I have no good way of seeding treasure throughout the city. Need to make a generator for that.

I need custom equipment tables. Six-shooters, flashlights, radios. I think I want to base armor on brands, so like the Gatiko label makes light armor and Dolores makes all the plate.

A good rumor table would be really handy also. The players don’t know as much about San Serafín as their characters should.

I need to flesh out the town that’s a sort of base camp for San Serafín explorers. Right now it’s empty and boring.

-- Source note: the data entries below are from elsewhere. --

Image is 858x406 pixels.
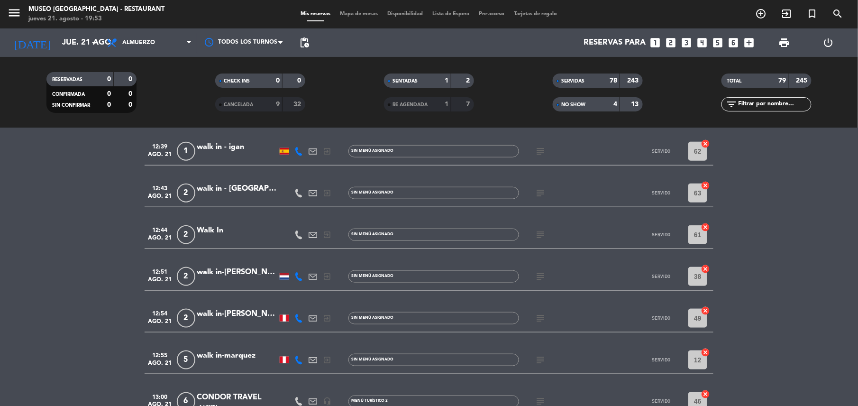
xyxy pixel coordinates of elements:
[696,37,708,49] i: looks_4
[726,99,738,110] i: filter_list
[727,79,742,83] span: TOTAL
[7,32,57,53] i: [DATE]
[28,14,165,24] div: jueves 21. agosto - 19:53
[743,37,755,49] i: add_box
[833,8,844,19] i: search
[148,276,172,287] span: ago. 21
[298,77,303,84] strong: 0
[148,193,172,204] span: ago. 21
[701,348,711,357] i: cancel
[701,139,711,148] i: cancel
[701,264,711,274] i: cancel
[781,8,793,19] i: exit_to_app
[52,103,90,108] span: SIN CONFIRMAR
[107,76,111,83] strong: 0
[197,141,277,153] div: walk in - igan
[323,189,331,197] i: exit_to_app
[148,182,172,193] span: 12:43
[797,77,810,84] strong: 245
[475,11,510,17] span: Pre-acceso
[88,37,100,48] i: arrow_drop_down
[7,6,21,23] button: menu
[299,37,310,48] span: pending_actions
[807,28,851,57] div: LOG OUT
[323,230,331,239] i: exit_to_app
[323,314,331,322] i: exit_to_app
[28,5,165,14] div: Museo [GEOGRAPHIC_DATA] - Restaurant
[584,38,646,47] span: Reservas para
[129,76,135,83] strong: 0
[779,37,790,48] span: print
[197,183,277,195] div: walk in - [GEOGRAPHIC_DATA]
[756,8,767,19] i: add_circle_outline
[467,77,472,84] strong: 2
[649,37,662,49] i: looks_one
[779,77,786,84] strong: 79
[638,267,685,286] button: SERVIDO
[148,151,172,162] span: ago. 21
[197,308,277,320] div: walk in-[PERSON_NAME]
[665,37,677,49] i: looks_two
[276,77,280,84] strong: 0
[129,91,135,97] strong: 0
[177,350,195,369] span: 5
[653,315,671,321] span: SERVIDO
[510,11,562,17] span: Tarjetas de regalo
[7,6,21,20] i: menu
[561,102,586,107] span: NO SHOW
[323,397,331,406] i: headset_mic
[148,349,172,360] span: 12:55
[383,11,428,17] span: Disponibilidad
[653,232,671,237] span: SERVIDO
[294,101,303,108] strong: 32
[467,101,472,108] strong: 7
[653,399,671,404] span: SERVIDO
[351,316,394,320] span: Sin menú asignado
[107,101,111,108] strong: 0
[224,102,253,107] span: CANCELADA
[197,349,277,362] div: walk in-marquez
[148,140,172,151] span: 12:39
[738,99,811,110] input: Filtrar por nombre...
[323,272,331,281] i: exit_to_app
[535,354,546,366] i: subject
[428,11,475,17] span: Lista de Espera
[535,271,546,282] i: subject
[807,8,818,19] i: turned_in_not
[701,222,711,232] i: cancel
[610,77,617,84] strong: 78
[148,360,172,371] span: ago. 21
[653,357,671,362] span: SERVIDO
[197,224,277,237] div: Walk In
[107,91,111,97] strong: 0
[393,102,428,107] span: RE AGENDADA
[148,224,172,235] span: 12:44
[653,148,671,154] span: SERVIDO
[638,225,685,244] button: SERVIDO
[177,225,195,244] span: 2
[148,307,172,318] span: 12:54
[823,37,835,48] i: power_settings_new
[638,350,685,369] button: SERVIDO
[336,11,383,17] span: Mapa de mesas
[276,101,280,108] strong: 9
[653,274,671,279] span: SERVIDO
[177,267,195,286] span: 2
[122,39,155,46] span: Almuerzo
[197,391,277,404] div: CONDOR TRAVEL
[393,79,418,83] span: SENTADAS
[727,37,740,49] i: looks_6
[351,399,388,403] span: Menú turístico 2
[638,142,685,161] button: SERVIDO
[701,181,711,190] i: cancel
[680,37,693,49] i: looks_3
[148,266,172,276] span: 12:51
[445,101,449,108] strong: 1
[535,229,546,240] i: subject
[177,184,195,202] span: 2
[535,187,546,199] i: subject
[701,389,711,399] i: cancel
[52,77,83,82] span: RESERVADAS
[148,318,172,329] span: ago. 21
[351,232,394,236] span: Sin menú asignado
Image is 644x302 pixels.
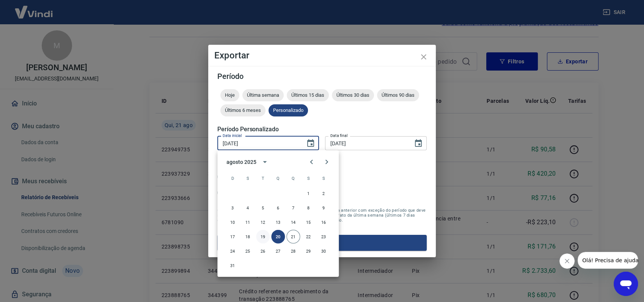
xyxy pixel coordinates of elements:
[317,187,330,201] button: 2
[256,244,269,258] button: 26
[287,244,300,258] button: 28
[217,137,300,150] input: DD/MM/YYYY
[225,244,239,258] button: 24
[225,230,239,243] button: 17
[319,154,334,170] button: Next month
[302,201,315,215] button: 8
[317,201,330,215] button: 9
[577,252,638,269] iframe: Mensagem da empresa
[242,89,284,101] div: Última semana
[217,125,426,133] h5: Período Personalizado
[5,6,63,12] span: Olá! Precisa de ajuda?
[256,201,269,215] button: 5
[271,244,284,258] button: 27
[304,154,319,170] button: Previous month
[241,171,254,186] span: segunda-feira
[330,133,347,139] label: Data final
[241,216,254,229] button: 11
[271,171,284,186] span: quarta-feira
[220,92,239,98] span: Hoje
[269,104,308,117] div: Personalizado
[377,89,419,101] div: Últimos 90 dias
[258,156,271,168] button: calendar view is open, switch to year view
[317,230,330,243] button: 23
[559,254,574,269] iframe: Fechar mensagem
[220,89,239,101] div: Hoje
[256,171,269,186] span: terça-feira
[287,89,329,101] div: Últimos 15 dias
[214,51,430,60] h4: Exportar
[287,201,300,215] button: 7
[302,216,315,229] button: 15
[222,133,242,139] label: Data inicial
[269,108,308,113] span: Personalizado
[227,158,256,166] div: agosto 2025
[225,201,239,215] button: 3
[332,89,374,101] div: Últimos 30 dias
[271,201,284,215] button: 6
[415,48,433,66] button: close
[225,171,239,186] span: domingo
[287,216,300,229] button: 14
[271,216,284,229] button: 13
[241,201,254,215] button: 4
[242,92,284,98] span: Última semana
[225,216,239,229] button: 10
[287,171,300,186] span: quinta-feira
[317,244,330,258] button: 30
[241,244,254,258] button: 25
[302,230,315,243] button: 22
[317,216,330,229] button: 16
[225,259,239,272] button: 31
[332,92,374,98] span: Últimos 30 dias
[220,104,265,117] div: Últimos 6 meses
[271,230,284,243] button: 20
[325,137,408,150] input: DD/MM/YYYY
[317,171,330,186] span: sábado
[302,171,315,186] span: sexta-feira
[302,187,315,201] button: 1
[377,92,419,98] span: Últimos 90 dias
[241,230,254,243] button: 18
[217,72,426,80] h5: Período
[614,272,638,296] iframe: Botão para abrir a janela de mensagens
[303,136,318,151] button: Choose date, selected date is 20 de ago de 2025
[256,216,269,229] button: 12
[287,230,300,243] button: 21
[220,108,265,113] span: Últimos 6 meses
[256,230,269,243] button: 19
[302,244,315,258] button: 29
[287,92,329,98] span: Últimos 15 dias
[411,136,426,151] button: Choose date, selected date is 19 de ago de 2025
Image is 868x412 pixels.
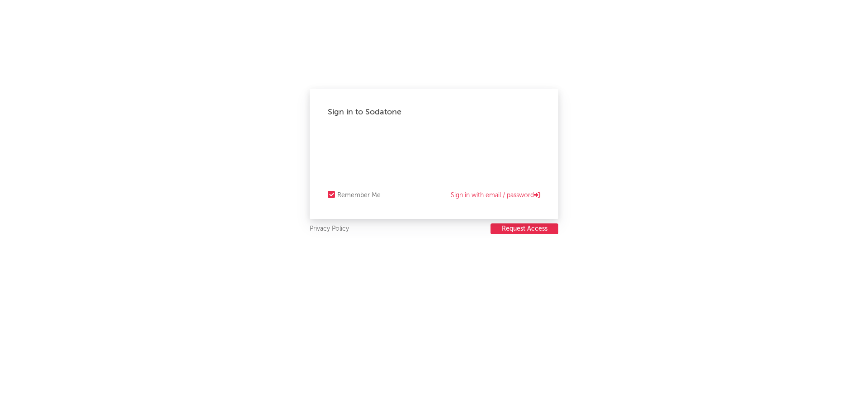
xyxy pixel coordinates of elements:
[490,224,558,235] a: Request Access
[490,224,558,234] button: Request Access
[310,224,349,235] a: Privacy Policy
[451,190,540,201] a: Sign in with email / password
[327,107,540,118] div: Sign in to Sodatone
[337,190,380,201] div: Remember Me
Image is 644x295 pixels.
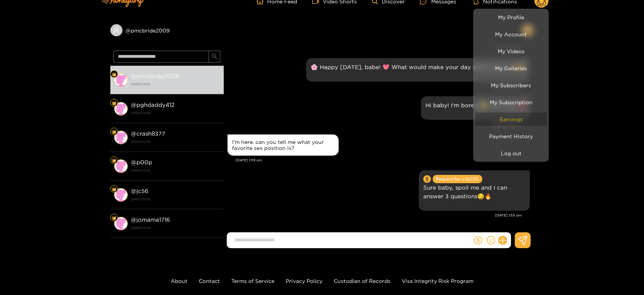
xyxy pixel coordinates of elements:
[475,146,547,160] button: Log out
[475,11,547,24] a: My Profile
[475,95,547,108] a: My Subscription
[475,28,547,41] a: My Account
[475,112,547,125] a: Earnings
[475,61,547,75] a: My Galleries
[475,129,547,142] a: Payment History
[475,45,547,58] a: My Videos
[475,78,547,91] a: My Subscribers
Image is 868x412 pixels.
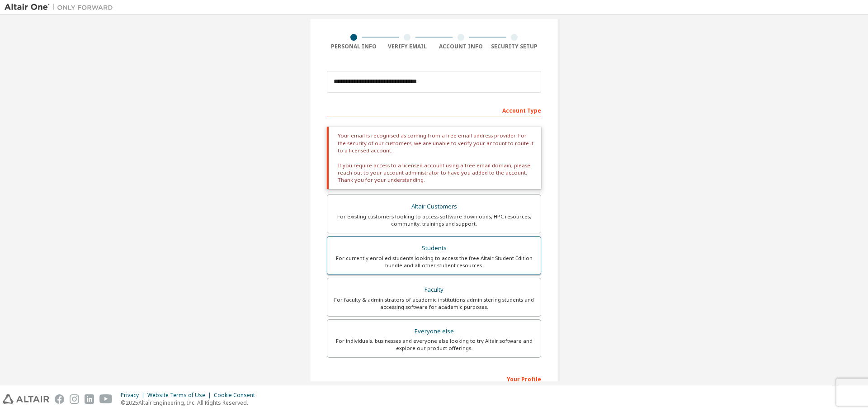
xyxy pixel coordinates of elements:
[327,103,541,117] div: Account Type
[333,284,535,297] div: Faculty
[55,394,64,404] img: facebook.svg
[434,43,488,50] div: Account Info
[3,394,50,404] img: altair_logo.svg
[488,43,542,50] div: Security Setup
[380,43,434,50] div: Verify Email
[85,394,94,404] img: linkedin.svg
[333,325,535,338] div: Everyone else
[333,254,535,269] div: For currently enrolled students looking to access the free Altair Student Edition bundle and all ...
[333,242,535,254] div: Students
[333,213,535,227] div: For existing customers looking to access software downloads, HPC resources, community, trainings ...
[148,391,214,398] div: Website Terms of Use
[121,398,260,407] p: © 2025 Altair Engineering, Inc. All Rights Reserved.
[327,126,541,189] div: Your email is recognised as coming from a free email address provider. For the security of our cu...
[214,391,260,398] div: Cookie Consent
[5,3,117,12] img: Altair One
[69,394,79,404] img: instagram.svg
[333,337,535,352] div: For individuals, businesses and everyone else looking to try Altair software and explore our prod...
[327,371,541,386] div: Your Profile
[327,43,380,50] div: Personal Info
[333,297,535,311] div: For faculty & administrators of academic institutions administering students and accessing softwa...
[121,391,148,398] div: Privacy
[99,394,113,404] img: youtube.svg
[333,200,535,213] div: Altair Customers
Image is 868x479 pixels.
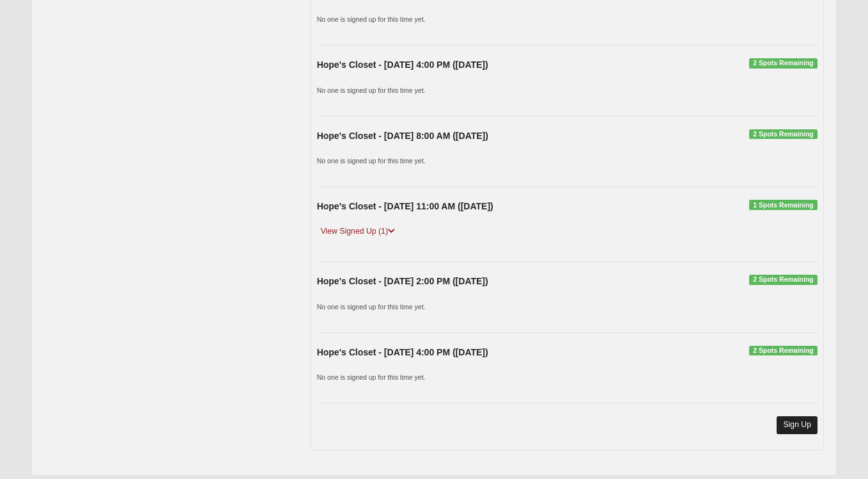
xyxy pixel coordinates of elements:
span: 2 Spots Remaining [749,58,818,68]
small: No one is signed up for this time yet. [317,157,426,164]
small: No one is signed up for this time yet. [317,86,426,94]
a: Sign Up [777,416,818,433]
strong: Hope's Closet - [DATE] 2:00 PM ([DATE]) [317,276,488,286]
strong: Hope's Closet - [DATE] 8:00 AM ([DATE]) [317,131,488,141]
strong: Hope's Closet - [DATE] 4:00 PM ([DATE]) [317,59,488,70]
strong: Hope's Closet - [DATE] 4:00 PM ([DATE]) [317,347,488,357]
span: 2 Spots Remaining [749,345,818,356]
small: No one is signed up for this time yet. [317,373,426,381]
strong: Hope's Closet - [DATE] 11:00 AM ([DATE]) [317,201,494,211]
a: View Signed Up (1) [317,225,399,238]
span: 1 Spots Remaining [749,200,818,210]
span: 2 Spots Remaining [749,129,818,139]
small: No one is signed up for this time yet. [317,303,426,311]
small: No one is signed up for this time yet. [317,15,426,23]
span: 2 Spots Remaining [749,274,818,285]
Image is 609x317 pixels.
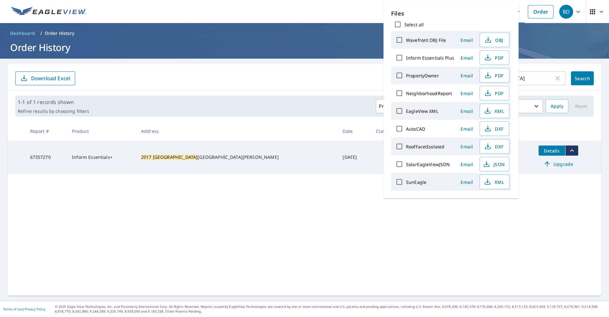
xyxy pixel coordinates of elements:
span: Email [459,55,475,61]
th: Claim ID [371,122,410,141]
button: Download Excel [15,71,75,85]
p: Download Excel [31,75,70,82]
button: PDF [480,50,509,65]
label: RoofFacetIsolated [406,144,444,150]
label: Inform Essentials Plus [406,55,454,61]
span: Email [459,108,475,114]
span: Search [576,76,589,82]
label: Wavefront OBJ File [406,37,446,43]
span: Apply [551,102,563,110]
span: Email [459,73,475,79]
label: SolarEagleViewJSON [406,161,450,168]
th: Report # [25,122,67,141]
button: Email [457,53,477,63]
button: XML [480,104,509,118]
label: AutoCAD [406,126,425,132]
img: EV Logo [11,7,86,16]
span: DXF [484,143,504,150]
a: Order [528,5,554,18]
span: PDF [484,89,504,97]
span: PDF [484,54,504,62]
label: PropertyOwner [406,73,439,79]
th: Address [136,122,338,141]
span: Dashboard [10,30,35,36]
label: SunEagle [406,179,426,185]
span: PDF [484,72,504,79]
button: Search [571,71,594,85]
p: Order History [45,30,75,36]
button: Email [457,177,477,187]
nav: breadcrumb [8,28,601,38]
button: XML [480,175,509,189]
a: Dashboard [8,28,38,38]
button: detailsBtn-67357270 [539,146,565,156]
th: Date [338,122,371,141]
p: Products [379,102,401,110]
th: Product [67,122,136,141]
mark: 2017 [GEOGRAPHIC_DATA] [141,154,198,160]
p: 1-1 of 1 records shown [18,98,89,106]
button: DXF [480,139,509,154]
button: filesDropdownBtn-67357270 [565,146,578,156]
label: Select all [404,22,424,28]
span: Email [459,179,475,185]
button: Email [457,35,477,45]
span: Email [459,126,475,132]
button: Email [457,89,477,98]
li: / [40,30,42,37]
span: DXF [484,125,504,133]
p: © 2025 Eagle View Technologies, Inc. and Pictometry International Corp. All Rights Reserved. Repo... [55,305,606,314]
a: Terms of Use [3,307,23,312]
span: Upgrade [542,160,575,168]
p: Refine results by choosing filters [18,108,89,114]
p: Files [391,9,511,18]
button: Apply [546,99,568,113]
td: [DATE] [338,141,371,174]
td: Inform Essentials+ [67,141,136,174]
button: Email [457,71,477,81]
span: Email [459,90,475,96]
span: Email [459,37,475,43]
span: JSON [484,161,504,168]
button: PDF [480,86,509,101]
span: XML [484,178,504,186]
div: [GEOGRAPHIC_DATA][PERSON_NAME] [141,154,332,161]
a: Privacy Policy [25,307,45,312]
button: JSON [480,157,509,172]
button: Email [457,160,477,169]
label: NeighborhoodReport [406,90,452,96]
button: Products [376,99,413,113]
h1: Order History [8,41,601,54]
button: Email [457,106,477,116]
p: | [3,307,45,311]
button: DXF [480,122,509,136]
td: 67357270 [25,141,67,174]
button: Email [457,124,477,134]
span: Details [542,148,562,154]
span: Email [459,161,475,168]
button: OBJ [480,33,509,47]
span: XML [484,107,504,115]
a: Upgrade [539,159,578,169]
span: OBJ [484,36,504,44]
span: Email [459,144,475,150]
button: PDF [480,68,509,83]
button: Email [457,142,477,152]
div: BD [559,5,573,19]
label: EagleView XML [406,108,438,114]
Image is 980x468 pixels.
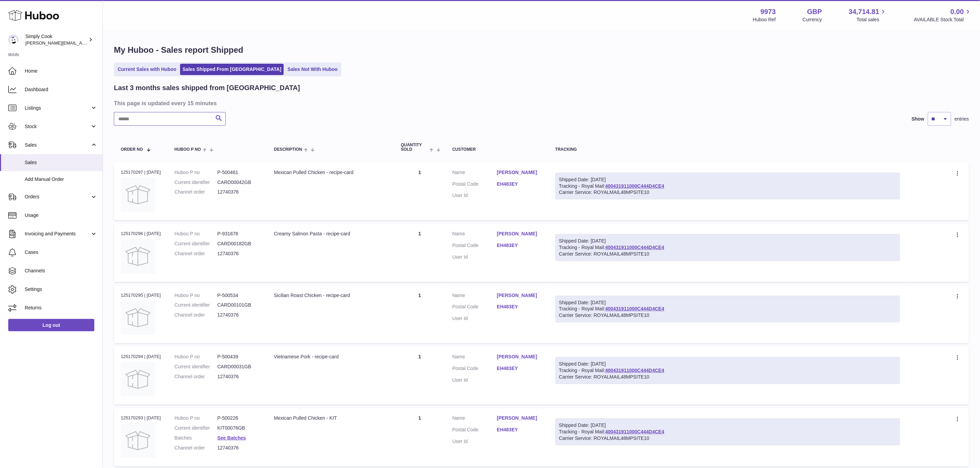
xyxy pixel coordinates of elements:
[559,361,896,367] div: Shipped Date: [DATE]
[175,179,217,186] dt: Current identifier
[605,183,664,189] a: 400431911000C444D4CE4
[175,354,217,360] dt: Huboo P no
[555,418,900,446] div: Tracking - Royal Mail:
[274,230,387,237] div: Creamy Salmon Pasta - recipe-card
[605,244,664,250] a: 400431911000C444D4CE4
[914,7,972,23] a: 0.00 AVAILABLE Stock Total
[120,178,155,212] img: no-photo.jpg
[452,304,497,312] dt: Postal Code
[497,354,541,360] a: [PERSON_NAME]
[555,234,900,261] div: Tracking - Royal Mail:
[25,249,97,256] span: Cases
[25,267,97,274] span: Channels
[752,16,776,23] div: Huboo Ref
[217,354,260,360] dd: P-500439
[217,250,260,257] dd: 12740376
[8,35,19,45] img: emma@simplycook.com
[401,143,428,152] span: Quantity Sold
[559,312,896,319] div: Carrier Service: ROYALMAIL48MPSITE10
[452,426,497,435] dt: Postal Code
[175,189,217,195] dt: Channel order
[25,212,97,218] span: Usage
[25,123,90,130] span: Stock
[452,315,497,322] dt: User Id
[857,16,887,23] span: Total sales
[217,312,260,318] dd: 12740376
[394,285,445,343] td: 1
[807,7,822,16] strong: GBP
[497,242,541,249] a: EH483EY
[605,368,664,373] a: 400431911000C444D4CE4
[120,292,161,299] div: 125170295 | [DATE]
[954,116,969,123] span: entries
[114,45,969,56] h1: My Huboo - Sales report Shipped
[175,435,217,441] dt: Batches
[25,33,87,46] div: Simply Cook
[25,105,90,111] span: Listings
[217,230,260,237] dd: P-931876
[25,194,90,200] span: Orders
[8,319,94,331] a: Log out
[605,306,664,311] a: 400431911000C444D4CE4
[217,445,260,451] dd: 12740376
[120,169,161,175] div: 125170297 | [DATE]
[559,299,896,306] div: Shipped Date: [DATE]
[175,292,217,299] dt: Huboo P no
[175,312,217,318] dt: Channel order
[25,86,97,93] span: Dashboard
[25,159,97,166] span: Sales
[914,16,972,23] span: AVAILABLE Stock Total
[114,83,300,93] h2: Last 3 months sales shipped from [GEOGRAPHIC_DATA]
[274,169,387,176] div: Mexican Pulled Chicken - recipe-card
[217,374,260,380] dd: 12740376
[452,438,497,445] dt: User Id
[217,415,260,421] dd: P-500226
[25,305,97,311] span: Returns
[848,7,879,16] span: 34,714.81
[394,347,445,405] td: 1
[950,7,964,16] span: 0.00
[217,179,260,186] dd: CARD00042GB
[452,192,497,198] dt: User Id
[120,147,143,152] span: Order No
[175,363,217,370] dt: Current identifier
[25,176,97,183] span: Add Manual Order
[394,408,445,466] td: 1
[175,147,201,152] span: Huboo P no
[555,172,900,200] div: Tracking - Royal Mail:
[559,435,896,441] div: Carrier Service: ROYALMAIL48MPSITE10
[175,374,217,380] dt: Channel order
[848,7,887,23] a: 34,714.81 Total sales
[25,68,97,74] span: Home
[452,354,497,362] dt: Name
[274,147,302,152] span: Description
[120,300,155,335] img: no-photo.jpg
[120,230,161,237] div: 125170296 | [DATE]
[274,354,387,360] div: Vietnamese Pork - recipe-card
[285,64,340,75] a: Sales Not With Huboo
[175,445,217,451] dt: Channel order
[497,292,541,299] a: [PERSON_NAME]
[497,365,541,371] a: EH483EY
[115,64,178,75] a: Current Sales with Huboo
[114,100,967,107] h3: This page is updated every 15 minutes
[120,354,161,360] div: 125170294 | [DATE]
[217,292,260,299] dd: P-500534
[452,181,497,189] dt: Postal Code
[120,423,155,458] img: no-photo.jpg
[120,239,155,273] img: no-photo.jpg
[452,365,497,374] dt: Postal Code
[120,415,161,421] div: 125170293 | [DATE]
[175,425,217,432] dt: Current identifier
[555,296,900,322] div: Tracking - Royal Mail:
[559,238,896,244] div: Shipped Date: [DATE]
[452,147,541,152] div: Customer
[25,142,90,149] span: Sales
[217,425,260,432] dd: KIT00076GB
[175,169,217,176] dt: Huboo P no
[497,426,541,433] a: EH483EY
[180,64,283,75] a: Sales Shipped From [GEOGRAPHIC_DATA]
[497,304,541,310] a: EH483EY
[452,242,497,250] dt: Postal Code
[452,292,497,300] dt: Name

The city needs to be a little denser, I think. Too much going on in empty streets. I do like how the monsters as written all have immediate and easy to DM motivations, so even simple encounters complicate the PC’s relationship with the city. The very first encounter landed the party in hot water and 100 days of servitude to a fire-breathing jaguar devil.

simple backgrounds

When a character attempts a task that requires specialized knowledge or training (Is this mushroom poisonous? Can I pick that lock? Can I determine if that diamond is enchanted? Can I communicate with that bear?) they must roll a 6+ on a six-sided die. Rolling a natural 1 is always a failure, regardless of any bonuses. This is called a skill roll.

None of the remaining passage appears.